The problem lies in how development is planned and evaluated. Success is measured through infrastructure completed, tourist footfall, or income generated. Much less attention is paid to what disappears quietly in the process. Indigenous species, ecological relationships, and knowledge systems rarely feature in project reports or impact assessments.
Adaptation is often mistaken for acceptance, and silence for approval. Through this article, I highlight that while development is inevitable, its impacts are not neutral. Knowledge will continue to adapt and reshape itself in response to change but knowledge tied closely to indigenous species and fragile ecosystems will disappear over time if development continues to ignore ecological specificity.

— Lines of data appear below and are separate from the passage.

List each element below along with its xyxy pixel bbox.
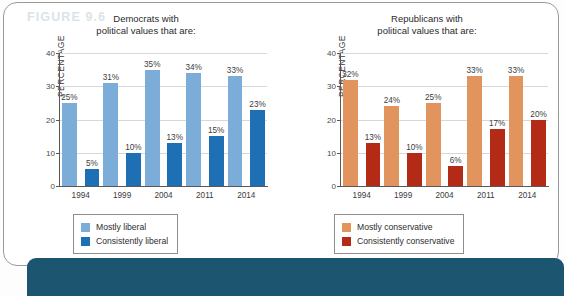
plot-area-republicans: PERCENTAGE 01020304032%13%199424%10%1999… bbox=[341, 53, 548, 186]
bar-value-label: 33% bbox=[466, 66, 482, 75]
bar-value-label: 6% bbox=[450, 156, 462, 165]
x-axis-tick-1999: 1999 bbox=[113, 191, 131, 200]
bar-value-label: 10% bbox=[406, 143, 422, 152]
bar-republicans-1994-consistently[interactable]: 13% bbox=[366, 143, 381, 186]
legend-swatch-mostly-conservative bbox=[342, 223, 351, 232]
bar-group: 31%10%1999 bbox=[101, 53, 142, 186]
bar-value-label: 13% bbox=[365, 133, 381, 142]
legend-item: Consistently liberal bbox=[81, 234, 168, 248]
bar-group: 32%13%1994 bbox=[341, 53, 382, 186]
bar-value-label: 20% bbox=[530, 110, 546, 119]
chart-title-line1: Democrats with bbox=[113, 13, 178, 24]
plot-area-democrats: PERCENTAGE 01020304025%5%199431%10%19993… bbox=[60, 53, 267, 186]
bar-group: 25%6%2004 bbox=[424, 53, 465, 186]
bar-value-label: 13% bbox=[167, 133, 183, 142]
bar-value-label: 5% bbox=[86, 159, 98, 168]
bar-democrats-2014-consistently[interactable]: 23% bbox=[250, 110, 265, 186]
bar-value-label: 24% bbox=[384, 96, 400, 105]
y-axis-tick: 0 bbox=[51, 182, 55, 191]
figure-card: Democrats with political values that are… bbox=[3, 2, 559, 266]
bar-group: 25%5%1994 bbox=[60, 53, 101, 186]
figure-banner bbox=[27, 258, 564, 296]
bar-value-label: 31% bbox=[103, 73, 119, 82]
x-axis-tick-2014: 2014 bbox=[518, 191, 536, 200]
chart-panel-republicans: Republicans with political values that a… bbox=[288, 9, 564, 261]
bar-value-label: 10% bbox=[125, 143, 141, 152]
bar-democrats-1999-mostly[interactable]: 31% bbox=[103, 83, 118, 186]
bar-group: 24%10%1999 bbox=[382, 53, 423, 186]
y-axis-line bbox=[340, 53, 341, 186]
bar-value-label: 35% bbox=[144, 60, 160, 69]
chart-title-line2: political values that are: bbox=[7, 25, 285, 37]
bar-value-label: 25% bbox=[425, 93, 441, 102]
bar-democrats-2014-mostly[interactable]: 33% bbox=[228, 76, 243, 186]
y-axis-tick: 30 bbox=[327, 82, 336, 91]
x-axis-tick-1999: 1999 bbox=[394, 191, 412, 200]
y-axis-tick: 40 bbox=[46, 49, 55, 58]
chart-title-republicans: Republicans with political values that a… bbox=[288, 13, 564, 37]
y-axis-tick: 10 bbox=[46, 148, 55, 157]
bar-value-label: 33% bbox=[508, 66, 524, 75]
bar-value-label: 23% bbox=[249, 100, 265, 109]
x-axis-tick-2014: 2014 bbox=[237, 191, 255, 200]
bar-republicans-2014-consistently[interactable]: 20% bbox=[531, 120, 546, 187]
bar-value-label: 34% bbox=[185, 63, 201, 72]
bar-value-label: 17% bbox=[489, 119, 505, 128]
bar-democrats-2011-mostly[interactable]: 34% bbox=[186, 73, 201, 186]
y-axis-tick: 20 bbox=[46, 115, 55, 124]
bar-group: 34%15%2011 bbox=[184, 53, 225, 186]
legend-item: Mostly liberal bbox=[81, 220, 168, 234]
bar-republicans-1999-consistently[interactable]: 10% bbox=[407, 153, 422, 186]
y-axis-tick: 10 bbox=[327, 148, 336, 157]
bar-republicans-1999-mostly[interactable]: 24% bbox=[384, 106, 399, 186]
bar-republicans-2014-mostly[interactable]: 33% bbox=[509, 76, 524, 186]
bar-value-label: 32% bbox=[342, 70, 358, 79]
bar-group: 33%20%2014 bbox=[507, 53, 548, 186]
legend-democrats: Mostly liberal Consistently liberal bbox=[73, 214, 178, 254]
bar-democrats-1999-consistently[interactable]: 10% bbox=[126, 153, 141, 186]
bar-group: 35%13%2004 bbox=[143, 53, 184, 186]
legend-swatch-consistently-conservative bbox=[342, 237, 351, 246]
bar-democrats-2011-consistently[interactable]: 15% bbox=[209, 136, 224, 186]
x-axis-tick-2004: 2004 bbox=[435, 191, 453, 200]
bar-value-label: 25% bbox=[61, 93, 77, 102]
plot-inner-republicans: 01020304032%13%199424%10%199925%6%200433… bbox=[341, 53, 548, 186]
bar-group: 33%17%2011 bbox=[465, 53, 506, 186]
y-axis-tick: 20 bbox=[327, 115, 336, 124]
bar-republicans-2004-mostly[interactable]: 25% bbox=[426, 103, 441, 186]
legend-label: Consistently conservative bbox=[357, 236, 454, 246]
bar-group: 33%23%2014 bbox=[226, 53, 267, 186]
x-axis-tick-2004: 2004 bbox=[154, 191, 172, 200]
bar-democrats-2004-mostly[interactable]: 35% bbox=[145, 70, 160, 186]
legend-item: Mostly conservative bbox=[342, 220, 454, 234]
legend-swatch-mostly-liberal bbox=[81, 223, 90, 232]
x-axis-tick-1994: 1994 bbox=[353, 191, 371, 200]
bar-republicans-2011-mostly[interactable]: 33% bbox=[467, 76, 482, 186]
figure-root: Democrats with political values that are… bbox=[0, 0, 564, 296]
bar-democrats-2004-consistently[interactable]: 13% bbox=[167, 143, 182, 186]
x-axis-tick-2011: 2011 bbox=[477, 191, 495, 200]
y-axis-tick: 30 bbox=[46, 82, 55, 91]
legend-republicans: Mostly conservative Consistently conserv… bbox=[334, 214, 464, 254]
y-axis-tick: 0 bbox=[332, 182, 336, 191]
bar-republicans-1994-mostly[interactable]: 32% bbox=[343, 80, 358, 186]
plot-inner-democrats: 01020304025%5%199431%10%199935%13%200434… bbox=[60, 53, 267, 186]
bar-democrats-1994-mostly[interactable]: 25% bbox=[62, 103, 77, 186]
legend-item: Consistently conservative bbox=[342, 234, 454, 248]
y-axis-tick: 40 bbox=[327, 49, 336, 58]
chart-title-line2: political values that are: bbox=[288, 25, 564, 37]
x-axis-line bbox=[340, 186, 549, 187]
y-axis-line bbox=[59, 53, 60, 186]
x-axis-tick-2011: 2011 bbox=[196, 191, 214, 200]
legend-label: Consistently liberal bbox=[96, 236, 168, 246]
figure-label: FIGURE 9.6 bbox=[27, 10, 106, 24]
bar-republicans-2004-consistently[interactable]: 6% bbox=[448, 166, 463, 186]
bar-value-label: 33% bbox=[227, 66, 243, 75]
bar-value-label: 15% bbox=[208, 126, 224, 135]
bar-democrats-1994-consistently[interactable]: 5% bbox=[85, 169, 100, 186]
chart-panel-democrats: Democrats with political values that are… bbox=[7, 9, 285, 261]
legend-swatch-consistently-liberal bbox=[81, 237, 90, 246]
bar-republicans-2011-consistently[interactable]: 17% bbox=[490, 129, 505, 186]
legend-label: Mostly conservative bbox=[357, 222, 432, 232]
legend-label: Mostly liberal bbox=[96, 222, 146, 232]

This loss may not be immediate or visible, but it is cumulative and profound. Recognizing development as a negotiated and non-binary process is the first step. The next is acknowledging that some losses cannot be adapted away. If development does not begin to care for what it cannot easily measure, it risks leaving behind landscapes that are connected and accessible, yet ecologically and culturally impoverished.

Tanuz Kalita is a wildlife conservationist and anthropologist with over six years of experience working across the Eastern Himalaya and Indonesia. He has been a Fellow with the National Youth Climate Consortium and Yuwaah–India, and a delegate at LCOY and COY 2025. He currently consults on grassroots climate action and impact assessment, researches indigenous knowledge systems, and serves as a Storyteller Fellow in the Barak–Meghna River Basin with IUCN. His research focuses on the intersection of indigenous knowledge, climate action, and governance in Asia.